Thursday, 13 November 2014

OUIJA

CONTAINS SPOILERS AND SURPRISES

It's perhaps expecting too much of modern horror B-movies aimed at the multiplex trade to pull any surprises, but this one has a doozy during the end credits. For most of the time it's a perfectly decent little movie in the creepy rather than gory traditions, following the domestic scares of Insidious and The Conjuring (and their less effective followups): more than enough of those "can't look, must look" sequences in which teens poke around in the recesses of one of those improbably large American houses, to which it was all I could do to not shout out "Don't go in the attic!", "Don't go in the basement!" or "Don't wander off down that scary underpass!".

Or indeed, "Don't play with the ouija board in the house where your best friend died mysteriously after playing with the very same ouija board!" Ouija has a very simple set-up in which a group get together to summon the spirit of their recently departed friend Debbie - however, it's not her they make contact with, but a young girl known as DZ, still lingering in the house and apparently still terrorised by her mother. Were these ghosts responsible for Debbie's unlikely suicide? And can they cleanse the house of its evil past, even as they get bumped off one by one?

There aren't any real surprises in Ouija: it's a formulaic Boo! effort straight from the template and it has no interest in doing anything other than making you jump every so often, which it manages more than adequately. (Granted, it's a pity no-one in the film knows how to pronounce ouija properly, referring to it throughout as weegie.) One pleasant development is that somehow they've managed the trick of making a modern horror movie without gracing any of the characters with negative traits. No-one swears, takes drugs, starts fights, gets drunk or cheats on their partners, no-one behaves like a swaggering sexist douchebag or a hyper-sexualised bitch. They're all reasonable people, which pays dividends in terms of audience sympathies when it comes to killing some of them off because you don't actually want them to die.

But the big surprise comes at the end. Because they started the film straight away with just the Universal logo, and left off the obligatory handful of animated production company idents, it wasn't until the credits ran at the end that I realised this was a film from Platinum Dunes, the company behind the recent rash of wildly variable horror remakes including The Texas Chainsaw Massacre, A Nightmare On Elm Street and Friday The 13th (not variable between good and bad, but between bad and very bad). Yes: Ouija is a film that has the sticky fingermarks of Michael Bay on it yet still manages to not stink the building out like a decomposing skunk. I enjoyed it already but hell, it gets an extra star just for achieving that.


▶ **What you are asked to do**
Images should not appear in the copy, yet every line of the listing below must be printed exactly.

▶ **Supplied data**
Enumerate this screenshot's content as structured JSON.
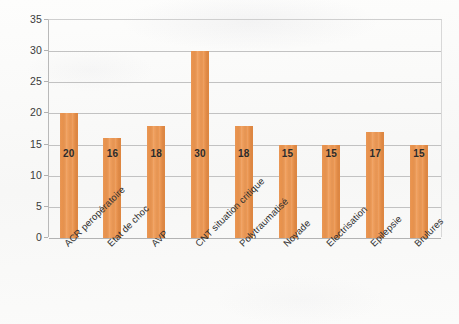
{
  "chart_data": {
    "type": "bar",
    "title": "",
    "subtitle": "",
    "xlabel": "",
    "ylabel": "",
    "ylim": [
      0,
      35
    ],
    "yticks": [
      0,
      5,
      10,
      15,
      20,
      25,
      30,
      35
    ],
    "grid": true,
    "legend": "none",
    "bar_color": "#ec9753",
    "categories": [
      "ACR peropératoire",
      "Etat de choc",
      "AVP",
      "CNT situation critique",
      "Polytraumatisé",
      "Noyade",
      "Electrisation",
      "Epilepsie",
      "Brulures"
    ],
    "values": [
      20,
      16,
      18,
      30,
      18,
      15,
      15,
      17,
      15
    ],
    "data_labels": [
      "20",
      "16",
      "18",
      "30",
      "18",
      "15",
      "15",
      "17",
      "15"
    ],
    "ytick_labels": [
      "0",
      "5",
      "10",
      "15",
      "20",
      "25",
      "30",
      "35"
    ]
  }
}
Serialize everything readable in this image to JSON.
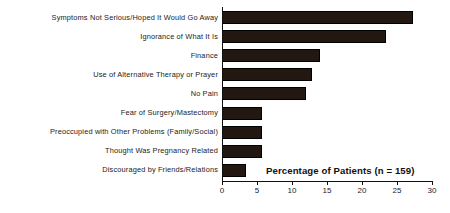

▶ **Finished exercise**
Enumerate this screenshot's content as structured JSON.
{
  "chart_data": {
    "type": "bar",
    "title": "",
    "subtitle": "",
    "xlabel": "",
    "ylabel": "",
    "ylim": [
      0,
      35
    ],
    "yticks": [
      0,
      5,
      10,
      15,
      20,
      25,
      30,
      35
    ],
    "grid": true,
    "legend": "none",
    "bar_color": "#ec9753",
    "categories": [
      "ACR peropératoire",
      "Etat de choc",
      "AVP",
      "CNT situation critique",
      "Polytraumatisé",
      "Noyade",
      "Electrisation",
      "Epilepsie",
      "Brulures"
    ],
    "values": [
      20,
      16,
      18,
      30,
      18,
      15,
      15,
      17,
      15
    ],
    "data_labels": [
      "20",
      "16",
      "18",
      "30",
      "18",
      "15",
      "15",
      "17",
      "15"
    ],
    "ytick_labels": [
      "0",
      "5",
      "10",
      "15",
      "20",
      "25",
      "30",
      "35"
    ]
  }
}
Serialize everything readable in this image to JSON.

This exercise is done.